On a recent road trip to a South Western rural part of Nigeria, the decadence of rural health care that many writers have published volumes of articles about became strikingly obvious.
Several years ago, a publication of the Nigerian Medical Association (NMA) highlighted the stress its members are experiencing on a daily basis. According to the association, with the population size of Nigeria, the ration of doctor to patient is currently an alarming 1:10,000.
In addition to this poor ratio, qualified doctors also prefer working in popular federal government-owned tertiary health facilities to secondary and primary health centres, thus creating another challenge which employment of more medical professionals may not solve.
However, Ondo State government’s deployment of mobile telephony in the prevention of maternal mortality during pregnancy seems to have revealed an option that could be adapted to extend medical coverage to the previously unreached.

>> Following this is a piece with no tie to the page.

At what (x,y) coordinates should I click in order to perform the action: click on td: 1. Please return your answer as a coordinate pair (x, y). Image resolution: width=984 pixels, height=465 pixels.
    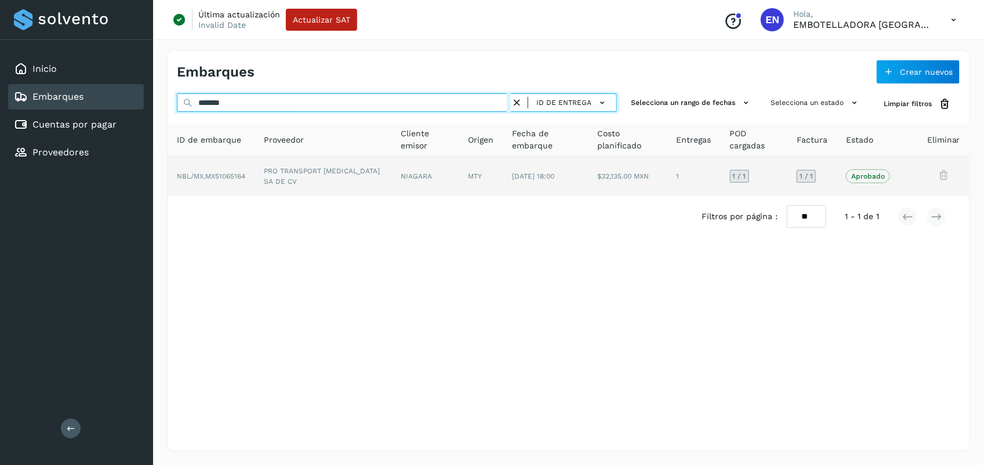
    Looking at the image, I should click on (694, 176).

Under the Abiye Initiative, every pregnant woman in the state is given a mobile phone that has the direct number of the state governor, health commissioner and the doctor that has been assigned to the woman.
She will be able to call these numbers toll free, especially during emergencies. According to the government, the goal of the initiative is to drastically reduce maternal mortality.
Adapting to rural health should not be hard, because already the government has records of its health centres and could easily liaise with mobile operators to provide special tariff plans for users of the unique lines.
Patients in rural areas can get these phones, which are preloaded with the telephone lines of their assigned healthcare providers who will be available on speed dial.
The goal should not just be to get the patients to the health centres as soon as possible. It is all about making information available immediately.
With the aid of mobile telecommunication, a patient could be told what to do during emergencies such as choking, poisoning, snake bites and heart attacks.
Furthermore, the integration of this model into the core of African healthcare will help tackle the challenge of paucity of qualified professionals via referral services.
The challenge of healthcare in rural areas across Africa is not new or peculiar to this generation. It has been there since time immemorial.
However, the high rate of telecoms penetration has armed us with a flexible tool with which we can tackle preventable healthcare challenges and minimise the fatality of the unpreventable ones.